The money issue is, in the parlance of computer software engineers, “non-trivial.” Even an established artist like Laurie Anderson has had to look for funding in unusual places. For her new show Songs and Stories from Moby Dick, which had its world premiere in Philadelphia last June and opens the Next Wave Festival at the Brooklyn Academy of Music in October, Anderson asked capitalist Paul Allen for money. Allen, who founded Microsoft with Bill Gates, was a complete stranger to her at the time. In a letter, “I told him that I was looking for a Medici,” she recalls. He responded by setting her up in a loose partnership with his technology greenhouse, the Interval Research Corporation.

The good news is that funders are increasingly giving grants for development of digital art. The Kitchen, one of the pioneering presenters of multi-media works in New York, received $200,000 from the Ford Foundation in May to jump-start the flow of ideas on the uses of technology and theatre among local artists.

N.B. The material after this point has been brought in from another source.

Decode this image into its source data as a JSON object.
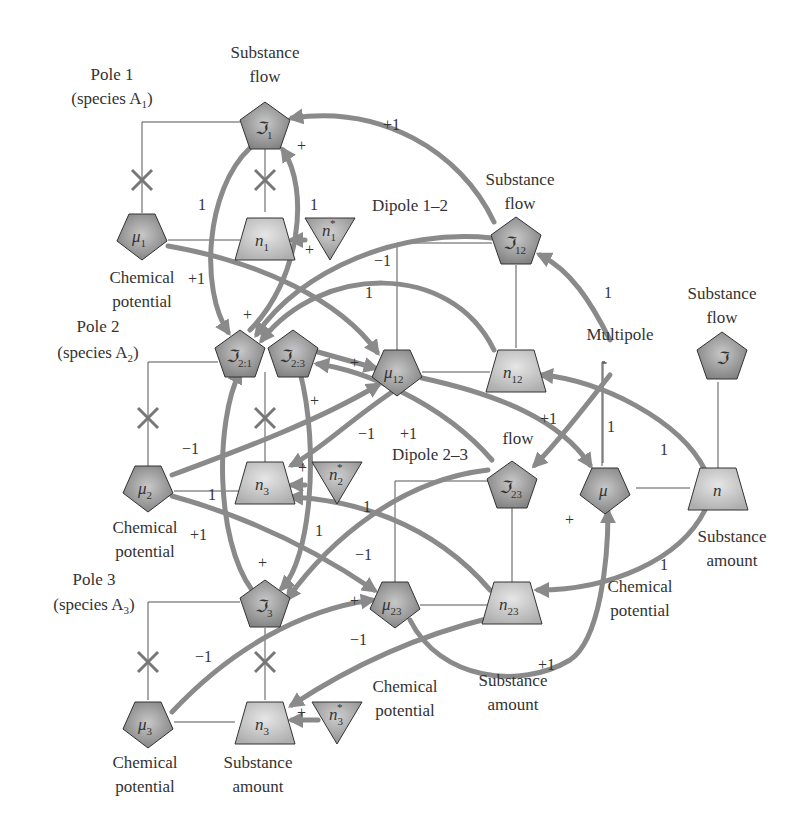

But the dismal state of funding in general is why the advent of the Internet may prove a key development in the next wave of experimentation. The Internet—cheap, ubiquitous and increasingly stable—is providing artists on shoestring budgets a platform for conducting interactive projects. The Peculiar company’s one-hour show cost them $8,000 in equipment rental and long distance phone charges. While it would be a challenge to duplicate the feat over a public data network such as the Internet, smaller-scale trials are certainly possible. Rabinowitz of the Electronic Café says that the Internet may over time facilitate the creation of a new “hybrid” art form that integrates elements of live theatre performance with a powerful interactivity that’s now possible from any desktop computer.

Some hints of what that hybrid form may look like are coming from outside the theatre. Franklin Furnace Archive, formerly a New York performance space, went completely “virtual” in 1997 when it exchanged its loft for an address in cyberspace (www.franklinfurnace.org). Martha Wilson, Franklin Furnace’s founding director, now funds and manages interactive cyber-shows that exist purely on computer servers and ephemerally in the phone lines that transport them. She says that some of the work that have passed through her organization provides compelling alternatives for makers of live performance. Choreographer Kathy Westwater, for instance, created a dance piece that was performed live via Webcast, videotaped, stored and then reassembled in random fashion by special computer program so that no two transmissions of the “final” work are ever exactly the same. “The Internet is its own art medium, and there is no word yet for works that move in real time and archival time,” Wilson says.

On a more whimsical note, Galloway and Rabinowitz, who say the feel like the “indigenous people of multimedia cyberspace,” in March staged a short play in virtual reality. Using a three-dimensional navigable environment on the Web called ActiveWorld, they used computer “avatars,” which are basically posable cartoon characters, to perform a three-character play called You Must Pay the Rent. In the show’s climax, Nell karate-kicks the rent-grubbing villain “into the next zip code,” as Galloway puts it. The audience of 30 or so other avatars, who represent real live human beings at the far ends of 30 phone connections, showed their appreciation for the brief entertainment by clapping and floating up in the air. Is this theatre?

The answer to that question, for now, is in the hands of people like Peculiar's Ralph Lewis, who despite his show's bumpy first ride is eager to try again. "The goal for this show was to see that it could work," Lewis drawled cheerfully as he passed out cups of champagne at the post-show reception. "I'm just happy we didn't have to stop it, have everyone go off the stage and start over." Hear that sound? It's the future knocking. AT

Jennifer Tanaka is a 1998-99 American Theatre Affiliated Writer, with support from a grant by the Jerome Foundation. She writes about the Internet for Newsweek magazine.